State Entomologist Albany, New York. From: E. Bethel Postmarked:
Message: Dear Dr. Felt:- I mailed you last eve a gall from a vine which I got in Gautemala [sic] and the work of a mite (I take it) on a malvaceous looking plant from New Orleans. I saw many such galls in Costa Rica Hondorus etc. but those stanions tear things to pieces so, did not try to send any. Cordially yours E. Bethel Houston, Texas. 3-26-13 En route to Denver, where I am due Friday |
A true naturalist at heart, Ellsworth Bethel may have chosen this postcard as a metaphor to represent Nature struggling to overwhelm the castles of civilization. He was returning from an insect collecting trip in Central America with gifts of science to his colleague and friend in New York, Ephraim Porter Felt. Dr. Felt graduated Massachusetts Agricultural College and Cornell University, becoming state entomologist in 1898. He was director of Bartlett Tree Research Laboratories in Stamford, CT until death at his office there in 1943. Among his publications are: Key to American Insect Galls (1918) and Plant Galls and Gall Makers (1940).
After mailing this postcard, E. Bethel returned to his duties in Denver as biology instructor at East Side High School. At a time when good science was often done in secondary school by scientists with links to the research communities of the day, Bethel collected insects, plants, and fungi (especially slime molds) and freely shared his specimens. Born in 1863 in Smyrna, OH, Ellsworth attended Scio College and East Tennessee Weslayan University and moved to Colorado in 1890 where he became a widely regarded naturalist and teacher. In honor of his accomplishments, he was granted an honorary MA degree by the University of Denver in 1905. Gifted with boundless energy and enthusiasm, he was too busy with science to marry until October 3, 1924 when Dorothy S. Stokely of Philadelphia became his wife. Within 13 months he died unexpectedly on September 8, 1925 in Denver and is buried at Crown Hill Cemetery in Wheat Ridge, CO. The bee genus, Betheliella, and the species, Godronia betheli, Gymnosporangium betheli, Aecidium betheli, Uromyces betheli, and Peridermium betheli were named in his honor. |
I was in possession of this postcard for a number of years anxious to find the location because the postcard was from a scientist in pursuit of science in the early 20th century, a rarity indeed in any collection. The breakthrough came when I found in Daniel Montsanto's book of Houston Postcards an image of the back of the Hotel Brazos which included the ice plant near the water's edge.

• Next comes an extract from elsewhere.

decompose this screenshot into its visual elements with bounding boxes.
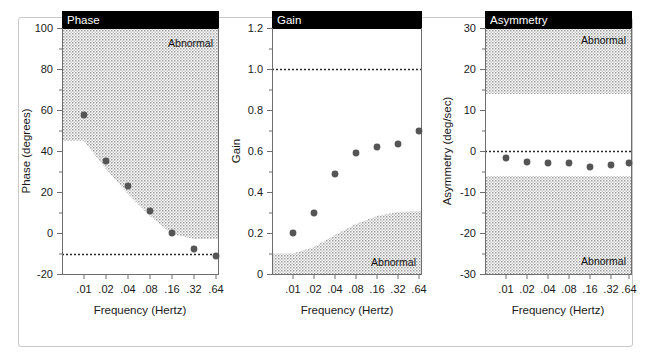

Postcards of the private dining area at the back of the hotel permitted an unambiguous identiciation of the site [see graphics below].
Perhaps the most celebrated collector of gall wasps was Alfred C. Kinsey, the noted sexologist and author of Sexual Behavior in the Human Male (1848) and Sexual Behavior in the Human Female (1953). He was by training a biologist, attaining his Sc. D. under William Morton Wheeler, the noted ant biologist, in 1919 at Harvard University. Kinsey's dissertation was on gall wasps, and he travelled extensively in search of specimens, his itinerary including Guatemala. It is very likely he was familiar with Ellsworth Bethel the scientist. Kinsey's collection of 7.5 million insects (“the finest collection of its kind in the world”) is now housed at the American Museum of Natural History in New York. (See Christopher Turner, A Lot of Gall, Cabinet Magazine: Vol. 25 (Spring 2007) for images of Kinsey's gall wasps and their galls.)